Retiring teacher, coach urges Colony grads to ‘find their 68’
By Jeremiah Bartz Frontiersman.com A football coach using a hockey reference as the centerpiece for his keynote address may
MAT-SU -- Paramedic Denny Tranel was able to do something Tuesday that wasn't possible before emergency services were reorganized in the Mat-Su Borough this spring.
He was able to visit a 13-year-old girl who has a chronic illness. The visit didn't involve sirens or blaring red lights. It was a sit-down introduction to the girl, her family and her medical condition so that when and if a real emergency arises, paramedics already have most of the information they will need.
"Before, if you are a parent with a child that had a chronic illness, you could fax out an information sheet to the ambulance service. But if we wanted to do a home visit, we just didn't have the time," Tranel said. Wasilla ambulance crews were not fully staffed around the clock.
The information from the interview is then shared during training with other Wasilla emergency responders, Tranel said. Even information such as directions to the home and the best place for an injection are noted.
Tranel is a full-time licensed clinical social worker, but has for 10 years volunteered for the Wasilla ambulance service. Now he's a paid part-time paramedic under the new restructuring of emergency services.
The best result of the restructuring is the reduced response time for fires and medical emergencies in the Mat-Su borough since the system was revamped six weeks ago, medics and fire officials say.
Money -- $925,000 in funding approved for July 1 distribution by the Mat-Su Borough Assembly -- made a big difference in the turnaround, said Jack Krill Sr., chief of Central Mat-Su Fire Department.
"Now we are able to staff a three-man crew 24 hours a day in Wasilla," Krill said. "Maybe they're working a six-hour shift, and four of the hours are paid. They've told us they will work an extra two hours as volunteer in order to provide a much better service."
Medical emergencies in four primary ambulance districts, Palmer, Wasilla, Meadow Lakes-Big Lake and Talkteena-Trapper Creek, had been staffed primarily by volunteers who were brought on for shift pay May 15 with an initial sum of $29,000.
Butte, Sutton, Palmer, Wasilla, Houston, Big Lake, Meadow Lakes, Willow, Talkeetna and Trapper Creek all have their own ambulance services. With an area of 24,000 square miles to cover and a shortage of volunteers, people grew frustrated with slow response times, Krill said. Wasilla itself has the second-busiest ambulance service in the state, he said, and uses 40 volunteers.
The change gave each individual fire and emergency medical services station more autonomy, while cutting down on the number of people who answer directly to the public safety department head -- or, under the new title, the director of emergency services. Each station is staffing its own hours based on peak-time service needs.

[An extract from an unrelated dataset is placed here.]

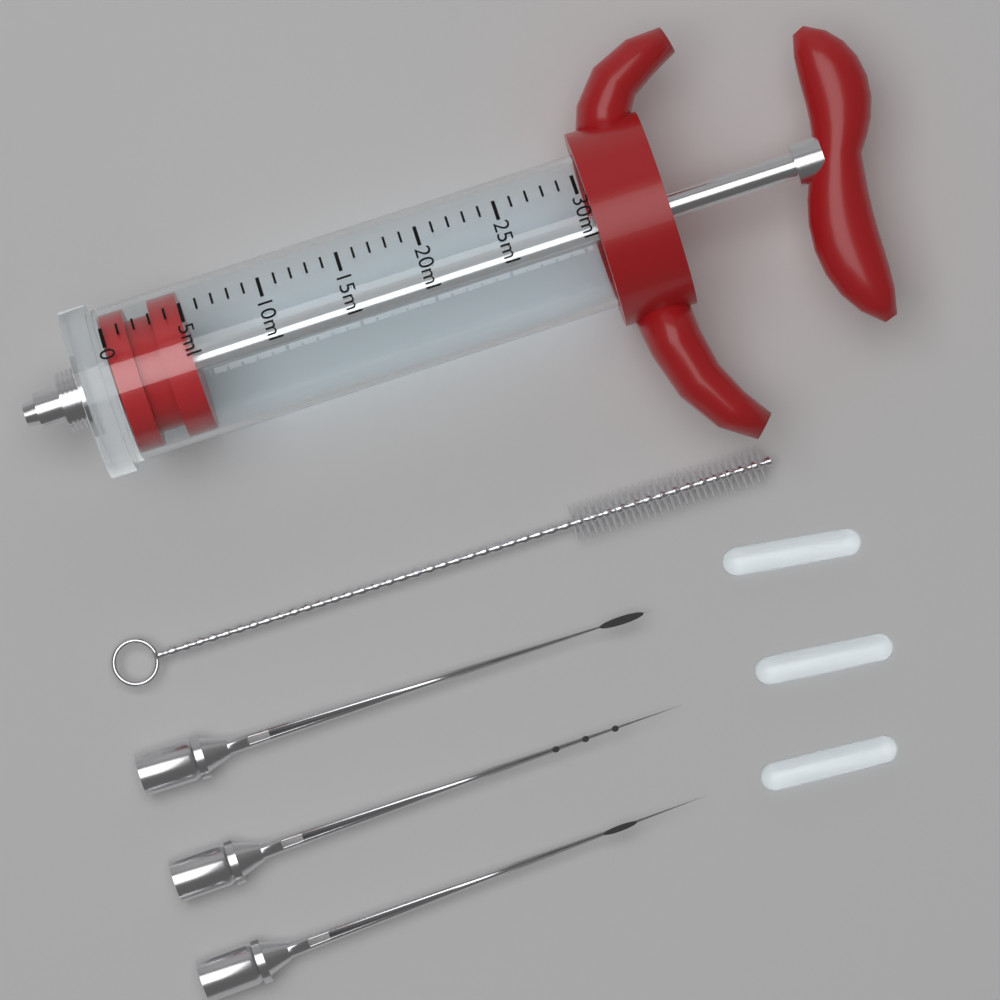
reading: 0 ml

The changes were suggested in a report compiled by the Fire/EMS/Rescue study group, a group put together by Borough Manager John Duffy in November. The group reviewed the present delivery of emergency response services and offered recommendations for improvements.
"EMS is having difficulty responding in an adequate manner, in a timely manner," Duffy said. "So what we're attempting to do is put more [resources] to the responders."
The report showed that the borough's population growth has resulted in an increase in demand of emergency services, while the demand for fire services have decreased, apparently due to fire prevention programs, changes in building technology, the use of building codes by leading lending institutions and, perhaps most importantly, an expansion of natural gas service that has caused a decrease in the use of wood as a heating method.
Since 1995, the number of emergency medical service calls has risen from 3,063 to 4,133. The jump resulted in an increase in re-pages -- or second calls -- for an ambulance, which lengthens response times to what could be critical incidents. The Wasilla Lakes department, for example, had 52 re-pages last December.
The reorganization addressed some of those concerns by adding ambulances and increasing volunteer hours.
Wasilla reported only five re-pages from mid-May to mid-June.
A volunteer coordinator was added, at a cost of approximately $65,000, to help oversee the 400-some volunteers who make up the borough's EMS department. In addition to a coordinator, those volunteers receive additional incentives, such as a $20-a-month wellness fee that would help cover the cost of a gym membership, and a flexible retirement plan. Incentive programs, such as advertising in local media outlets, are also included in the budget to address the shrinking numbers of volunteers.
Tranel said that it's much better now because he is always working with a crew of three and he's been able to see a difference in saving lives.
Last month he was able to save two people who had just suffered cardiac arrests because he could get to them faster than in the past, he said.
"With cardiac arrests the response time is so critical. We have cut it down to less than two minutes now from the point of being paged to being on the road," Tranel said.
In the past, that response time was five to eight minutes because the volunteer medics had to get to the ambulance first from their homes.